Many adults– many scholars even– are not well-versed in a history that we are inextricably linked to, whether we or someone we know is disabled, or whether we or they will be one day. Is it because people with disabilities were not seen as fit for public life or civic action for so long that their stories were not documented? Is it that it makes us comfortable to erase the parts of history we are most ashamed of?
US history is largely taught as the story of independent and rugged individualists who labor through blood, sweat, and tears, toward success and label themselves “self-made.” But the reality is we are all interconnected. As Kim E. Nielsen writes in the introduction of her book A Disability History of the United States:
“In real life… just as in real democracy, all of us are dependent on others.
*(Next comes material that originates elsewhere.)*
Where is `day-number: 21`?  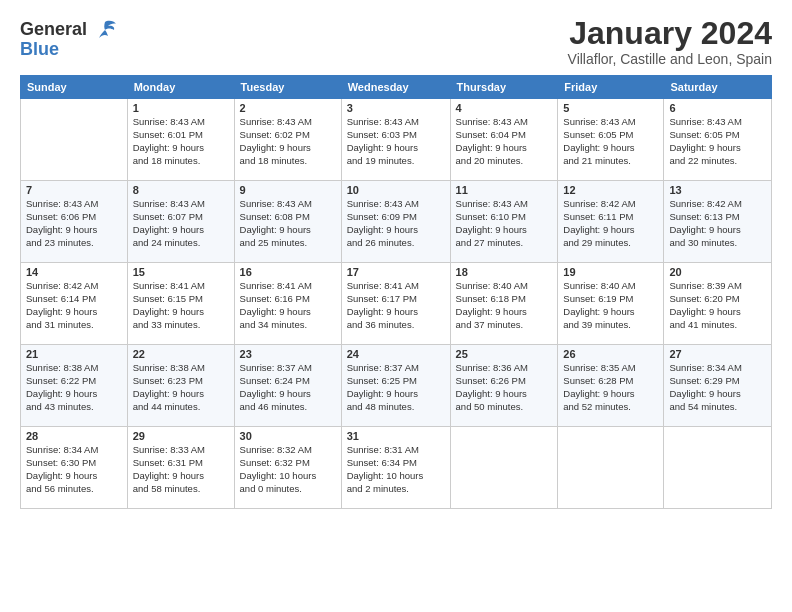
day-number: 21 is located at coordinates (74, 354).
All of us contribute to and benefit from the care of others– as taxpayers, as recipients of public education, as the children of parents, as those who use public roads and transportation, as beneficiaries of publicly funded medical research, as those who do not participate in wage work in various life stages, and on and on… Dependency is not bad– indeed it is at the heart of both the human and American experience. It is what makes a community and a democracy.”
Maybe we weren’t explicitly taught the history of disability– it hasn’t been a popular narrative– but it is our history, and collectively, we can and should gain a better understanding of this past, and teach it to our children.